Juliana Stein was born in Passo Fundo, south of Brazil in 1970. She graduated in Psychology from the University Federal of Paraná and lived in Italy for two years: in Venice and Florence where she studied drawing, watercolor and history of art. She began working with photography in the late 90’s.

Solo Exhibits:
2018 – It’s not clear until the night falls / Oscar Niemeyer Museum/Brazil
2014 – Darkest Water / Crone Galerie/Berlin/Germany

Group Exhibits:
2018 –Bienal Mercosul / Porto Alegre/Brazil
2018 –Sesc Paço da Liberdade /Curitiba/ Brazil
2017 –Luz Matéria /MON/Curitiba/ Brazil
2017 –Diálogo MAC/MON /Curitiba/ Brazil
2017 –Bienal Internacional de Curitiba / Brazil
2016 –Bienal SIARTE / La Paz/ Bolívia
2016 –Projéteis / Sim Galeria /Curitiba/ Brazil
2015 – Bienal Internacional de Curitiba / Brazil
2015 – Bienal de Assunção / Assunção / Paraguai
2015 – Fotografias do Acervo MAC / Curitiba / Brazil
2015 – Aquisições MON / Curitiba / Brazil
2014 – Biennal de Montevideo / Montevidéu / Uruguai
2014 – Crone Galerie / Berlim / Germany
2014 – Tupy or not tupy / Museu Oscar Niemeyer / Curitiba / Brazil
2014 – BRICS Oi Futuro / Rio de Janeiro – Brazil
2013 – 55. Esposizione Internazionale d’Arte la Biennale di Venezia /Venice/Italy
2012 – Place of Residence / Shangai / China
2011 – Poetas en Tiempo de Escasez / Montevidéo/Uruguai
2010 – 29º Bienal de São Paulo /São Paulo/Brazil
2009 – Encontros da Imagem /Braga /Portugal
2009 – Bienal Vento Sul /Curitiba /Brazil
2008 – Fundação Cultural de Curitiba / Curitiba / Brazil
2007 – MAC / 62º Salão Paranaense / Curitiba/ Brasil
2007 – Fondazione Triennale di Milano / Milano / Italy
2005 – Carreau du Temple / Paris / France
2003 – Imagética -Fundação Cultural de Curitiba / Brazil
2003 – Fundação Cultural de Curitiba/ Brazil
2003 – Festival Internazionale di Roma / Roma / Italy
2003 – PhotoEspana Festival / Madrid / Spain
2003 – Itaú Cultural /exposição itinerante / Brazil
2002 – Itaú Cultural /São Paulo / Brazil
2001 – LangenloisM21 Project / Austria
2001 – Funarte / Rio de Janeiro / Brazil
2000 – III Bienal Internacional de Fotografia Cidade de Curitiba / Brazil

Awards:
2001 -Itaú Cultural

Publications:
BRICS–OI FUTURO –Rio de Janeiro 2014
BRASILIEN –STEIDL– Berlin /2013
PLACE OF RESIDENCE – SHANGART GALLERY– Shangai/2012
FOTOGRAFIA NO BRASIL – FUNARTE/2004
MAPEAMENTO NACIONAL DA PRODUÇÃO EMERGENTE – 2001/2003

Collections:
Museu Oscar Niemeyer, Curitiba, Brasil
Museu da Fotografia de Braga, Braga, Portugal
Museu de Arte Contemporânea, Curitiba, Brazil
Museum of 21 Century, Langenlois, Austria
Fundação Cultural de Curitiba, Curitiba, Brazil

On Juliana Stein’s works

At the International Biennial of Photography in Curitiba, the images of Juliana Stein received the special attention of Jean-François Couvreur, director of Maison Européenne de la Photographie, and of Philippe Dubois, photography critic, professor at the University of Liège and Master of Conferences at University of Paris.
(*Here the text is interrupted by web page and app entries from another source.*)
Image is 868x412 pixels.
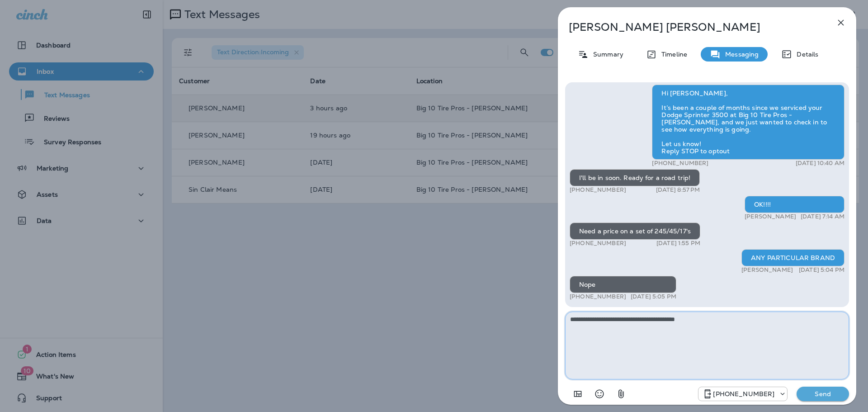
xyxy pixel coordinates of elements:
button: Select an emoji [591,385,608,403]
p: Details [792,51,818,58]
p: [DATE] 7:14 AM [801,213,845,220]
p: [DATE] 8:57 PM [656,186,700,193]
p: [PHONE_NUMBER] [570,186,626,193]
p: [PERSON_NAME] [PERSON_NAME] [569,21,816,33]
p: Messaging [721,51,759,58]
p: Summary [589,51,623,58]
div: ANY PARTICULAR BRAND [742,249,845,266]
p: [DATE] 10:40 AM [796,159,845,167]
p: [PERSON_NAME] [742,266,793,274]
p: [PHONE_NUMBER] [652,159,709,167]
div: OK!!!! [745,196,845,213]
p: [PHONE_NUMBER] [570,293,626,300]
p: [PHONE_NUMBER] [713,390,774,398]
div: Hi [PERSON_NAME], It’s been a couple of months since we serviced your Dodge Sprinter 3500 at Big ... [652,85,845,159]
p: [DATE] 5:05 PM [631,293,676,300]
p: [DATE] 1:55 PM [656,240,700,247]
p: [DATE] 5:04 PM [799,266,845,274]
div: Nope [570,276,676,293]
p: [PERSON_NAME] [745,213,796,220]
p: [PHONE_NUMBER] [570,240,626,247]
button: Add in a premade template [569,385,587,403]
div: +1 (601) 808-4206 [699,389,787,400]
p: Send [804,390,842,398]
div: Need a price on a set of 245/45/17's [570,222,700,240]
button: Send [797,387,849,401]
div: I'll be in soon. Ready for a road trip! [570,169,700,186]
p: Timeline [657,51,687,58]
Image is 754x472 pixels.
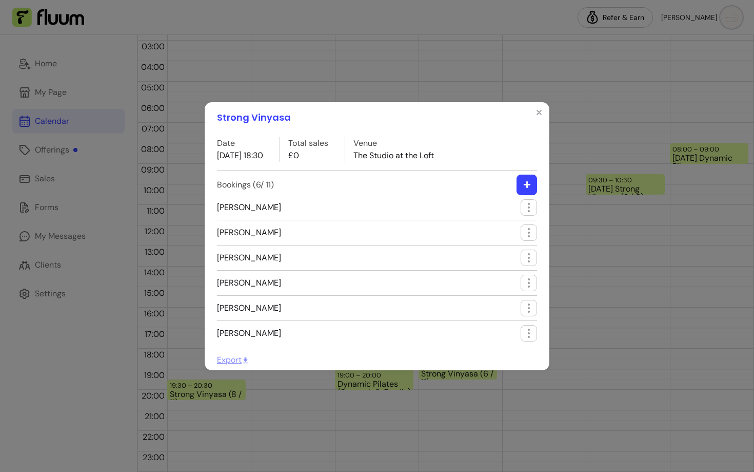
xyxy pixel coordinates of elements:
button: Close [531,104,548,121]
span: [PERSON_NAME] [217,302,281,314]
span: [PERSON_NAME] [217,327,281,339]
p: £0 [288,149,328,162]
label: Bookings ( 6 / 11 ) [217,179,274,191]
label: Total sales [288,137,328,149]
span: [PERSON_NAME] [217,201,281,213]
span: [PERSON_NAME] [217,226,281,239]
h1: Strong Vinyasa [217,110,291,125]
p: [DATE] 18:30 [217,149,263,162]
span: Export [217,354,249,365]
span: [PERSON_NAME] [217,277,281,289]
p: The Studio at the Loft [354,149,434,162]
span: [PERSON_NAME] [217,251,281,264]
label: Venue [354,137,434,149]
label: Date [217,137,263,149]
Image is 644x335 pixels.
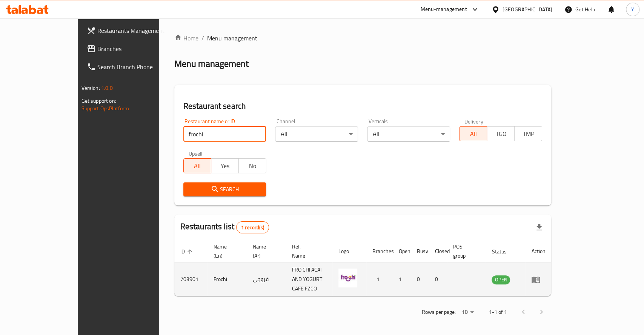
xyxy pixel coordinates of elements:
[429,240,447,263] th: Closed
[180,247,195,256] span: ID
[237,224,269,231] span: 1 record(s)
[338,268,357,288] img: Frochi
[492,276,510,284] span: OPEN
[81,104,129,114] a: Support.OpsPlatform
[393,263,411,296] td: 1
[453,242,477,260] span: POS group
[489,308,507,317] p: 1-1 of 1
[530,218,548,236] div: Export file
[211,158,239,174] button: Yes
[213,242,238,260] span: Name (En)
[97,26,179,35] span: Restaurants Management
[422,308,456,317] p: Rows per page:
[332,240,366,263] th: Logo
[487,126,515,141] button: TGO
[411,263,429,296] td: 0
[367,126,450,142] div: All
[201,34,204,42] li: /
[180,221,269,234] h2: Restaurants list
[490,128,512,140] span: TGO
[366,240,393,263] th: Branches
[238,158,266,174] button: No
[518,128,539,140] span: TMP
[411,240,429,263] th: Busy
[81,40,185,58] a: Branches
[174,263,207,296] td: 703901
[465,118,484,124] label: Delivery
[421,5,467,14] div: Menu-management
[632,6,635,14] span: Y
[525,240,551,263] th: Action
[101,83,113,93] span: 1.0.0
[189,184,260,194] span: Search
[81,58,185,76] a: Search Branch Phone
[183,126,266,142] input: Search for restaurant name or ID..
[236,222,269,234] div: Total records count
[174,34,198,42] a: Home
[81,96,116,106] span: Get support on:
[275,126,358,142] div: All
[253,242,277,260] span: Name (Ar)
[503,6,553,14] div: [GEOGRAPHIC_DATA]
[174,34,552,42] nav: breadcrumb
[81,83,100,93] span: Version:
[286,263,332,296] td: FRO CHI ACAI AND YOGURT CAFE FZCO
[174,240,552,296] table: enhanced table
[393,240,411,263] th: Open
[183,182,266,196] button: Search
[242,160,263,172] span: No
[174,58,249,70] h2: Menu management
[183,158,211,174] button: All
[189,150,203,156] label: Upsell
[247,263,286,296] td: فروجي
[183,100,543,112] h2: Restaurant search
[207,34,257,42] span: Menu management
[459,126,487,141] button: All
[459,306,477,318] div: Rows per page:
[463,128,484,140] span: All
[97,44,179,53] span: Branches
[492,276,510,284] div: OPEN
[429,263,447,296] td: 0
[214,160,236,172] span: Yes
[514,126,542,141] button: TMP
[187,160,208,172] span: All
[366,263,393,296] td: 1
[207,263,247,296] td: Frochi
[492,247,516,256] span: Status
[81,22,185,40] a: Restaurants Management
[292,242,323,260] span: Ref. Name
[97,62,179,72] span: Search Branch Phone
According to Philippe Dubois, the constructions and juxtapositions of Juliana’s work create an effect, which is at the same time plastic and ideological. “What we see is not explicit. It is interesting to see someone who does not think of photography as just an image” says Dubois. There are two important techniques in Brazilian photography, he continued: one connected to the social and political and other more plastic, where the social is secondary. Juliana’s work balances the two.

Philippe Dubois – Tribuna da Imprensa 18.01.2001 / Rio de Janeiro / Brazil

The skin of the invisible –
The experience of image Juliana

Stein’s photographic series announce and document a crisis that has gripped the modern subject, anchored in a conception of uniform human beings endowed with a fixed identity and complete autonomy. Instead of affirming the integrity of this subject, her work concerns itself with its fragmentary and diffuse character. Rather than point to stable subjectivities, these series privilege the ephemeral and the multiple. Her pictures have no pretension toward discursive, cultured comment, much less any engaged critical or celebratory stance on the fudged state of The limits between the things of the world. In the series entitled Sim e não, Juliana Stein presents portraits of men made-up and cross-dressed in wigs and women’s clothes. Regardless of the reasons that lead these men to assume another sexual orientation, these are photographs that suggest a transitory and circumstantial condition of the individual in contemporaneity – no longer stable, but remaking itself with each passing moment; no longer one, but irreparably many. The affirmative posture of each of these seems to lend some common sense and potency to their desire to be something other than the imposed norm.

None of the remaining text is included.